New Orleans In Social Policy magazine we’ve published in the current issue a solid description of the ups and downs of a group of nursing home workers in Connecticut. The piece focused on the lessons learned in the course of a strike that the workers and the union felt was successful. We also published in an earlier issue last year an excerpt of a book calling for a revitalization of the role of strikes in labor relations.
Looking at a chart in the Wall Street Journal, it seems clear that workers are “voting with their seat,” rather than “voting with their feet” and hitting the street.
The 21st Century is not a striking century for workers and their unions. The graphic recorded both strikes and lockouts, and it goes without saying that a lockout is a management tactic to coerce a unionized group of workers to accept certain terms and conditions of employment, in the same way that a strike is a tool for workers to try and bring a company to heel or , these days, back to reason. The chart indicted that in this century only once has there been more than 20 of these things and in some years, hardly a handful.

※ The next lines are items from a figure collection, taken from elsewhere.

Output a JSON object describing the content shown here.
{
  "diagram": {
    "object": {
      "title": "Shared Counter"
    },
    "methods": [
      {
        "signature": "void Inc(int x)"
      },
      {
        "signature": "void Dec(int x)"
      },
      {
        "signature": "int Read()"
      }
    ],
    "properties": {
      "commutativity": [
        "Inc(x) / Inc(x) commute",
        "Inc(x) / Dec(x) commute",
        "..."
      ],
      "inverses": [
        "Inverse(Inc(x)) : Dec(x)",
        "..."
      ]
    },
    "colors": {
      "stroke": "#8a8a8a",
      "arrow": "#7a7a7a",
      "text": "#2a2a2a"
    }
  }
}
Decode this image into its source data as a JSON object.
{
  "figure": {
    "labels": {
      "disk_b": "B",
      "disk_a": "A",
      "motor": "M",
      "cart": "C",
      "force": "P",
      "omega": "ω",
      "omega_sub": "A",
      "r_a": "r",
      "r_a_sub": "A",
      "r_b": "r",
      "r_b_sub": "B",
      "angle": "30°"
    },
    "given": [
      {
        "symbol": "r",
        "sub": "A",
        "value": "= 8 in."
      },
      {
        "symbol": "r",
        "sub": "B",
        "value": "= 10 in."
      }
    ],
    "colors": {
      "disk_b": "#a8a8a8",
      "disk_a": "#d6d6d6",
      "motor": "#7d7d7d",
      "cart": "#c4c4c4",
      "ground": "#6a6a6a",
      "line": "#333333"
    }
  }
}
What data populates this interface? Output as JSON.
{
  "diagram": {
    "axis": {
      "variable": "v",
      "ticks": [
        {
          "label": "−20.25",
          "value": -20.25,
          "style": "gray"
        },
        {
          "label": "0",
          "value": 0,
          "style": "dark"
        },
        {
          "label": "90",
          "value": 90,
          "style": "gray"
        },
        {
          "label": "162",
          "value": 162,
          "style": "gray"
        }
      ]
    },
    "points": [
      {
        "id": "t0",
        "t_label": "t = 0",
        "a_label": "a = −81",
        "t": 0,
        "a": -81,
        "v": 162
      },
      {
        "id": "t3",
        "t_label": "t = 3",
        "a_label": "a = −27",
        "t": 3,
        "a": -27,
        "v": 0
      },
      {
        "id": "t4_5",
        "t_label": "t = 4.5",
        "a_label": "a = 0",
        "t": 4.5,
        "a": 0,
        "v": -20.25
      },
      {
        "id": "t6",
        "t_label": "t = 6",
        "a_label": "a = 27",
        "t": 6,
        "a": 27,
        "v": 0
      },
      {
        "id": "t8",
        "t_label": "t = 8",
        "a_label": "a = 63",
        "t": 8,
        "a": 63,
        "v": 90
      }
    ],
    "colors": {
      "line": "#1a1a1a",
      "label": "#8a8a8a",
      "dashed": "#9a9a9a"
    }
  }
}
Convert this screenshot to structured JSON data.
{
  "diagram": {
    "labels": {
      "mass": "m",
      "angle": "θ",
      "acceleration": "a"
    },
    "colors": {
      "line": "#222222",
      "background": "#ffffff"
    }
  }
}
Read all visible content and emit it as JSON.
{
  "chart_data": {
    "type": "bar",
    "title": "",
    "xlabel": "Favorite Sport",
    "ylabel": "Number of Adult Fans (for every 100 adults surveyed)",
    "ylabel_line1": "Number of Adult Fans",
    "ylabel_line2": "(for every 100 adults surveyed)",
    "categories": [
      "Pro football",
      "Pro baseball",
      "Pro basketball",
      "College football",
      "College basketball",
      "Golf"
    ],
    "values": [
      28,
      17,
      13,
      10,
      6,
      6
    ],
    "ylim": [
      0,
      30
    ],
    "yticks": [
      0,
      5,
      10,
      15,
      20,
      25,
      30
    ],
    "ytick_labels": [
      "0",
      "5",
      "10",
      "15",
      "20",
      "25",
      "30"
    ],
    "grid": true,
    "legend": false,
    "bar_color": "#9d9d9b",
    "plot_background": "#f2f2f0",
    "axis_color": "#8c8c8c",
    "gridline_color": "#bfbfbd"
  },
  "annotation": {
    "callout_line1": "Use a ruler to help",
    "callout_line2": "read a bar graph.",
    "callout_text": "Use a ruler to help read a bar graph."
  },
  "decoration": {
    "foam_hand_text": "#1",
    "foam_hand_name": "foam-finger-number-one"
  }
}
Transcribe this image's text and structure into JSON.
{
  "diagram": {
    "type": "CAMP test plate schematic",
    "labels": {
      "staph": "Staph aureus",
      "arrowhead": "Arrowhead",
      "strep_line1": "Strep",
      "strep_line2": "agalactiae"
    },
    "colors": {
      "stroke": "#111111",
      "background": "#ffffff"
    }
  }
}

Caterpillar, the tractor maker, is once again a screaming canary in this mind shaft and trying to force its workers in plants to take frozen wages over 6 year contracts, with fewer and fewer seniority rights for shifts or jobs. Workers in Joilet, Illinois seem to have come to that cold place in the night where you may know the boss may beat you, but he’s going to have to whip you first.
No one pretends that this is a winning strategy, only that when there was no other recourse they then had no choice.
At the same time the “reforms” of the more activist Obama appointed members of the NLRB seem to have stalled again. The simple “notice” provision which would have required a posting of the law and protections for workers to organize freely at all workplaces, seems to have been stymied. The rules on quicker elections seem lost in a deep quiet zone as well, where perhaps no news is good news, since the only safe bet would be lawsuits trying to block the rules.
The election, if lost, would eviscerate the NLRB in the same way we now see the right moving to de-unionize the public sector in state after state. Where does this leave workers? Fewer strikes, more lockouts, and fewer victories from either one may argue for more corporate campaigns, but watching the Walmart corruption press rise and fall and the shell game of corporate social responsibility, and the diminishing “power” of the press, and it is clear that there is no silver bullet here. In the same way we need to adopt new organizing strategies, we need the same new thinking for action tactics.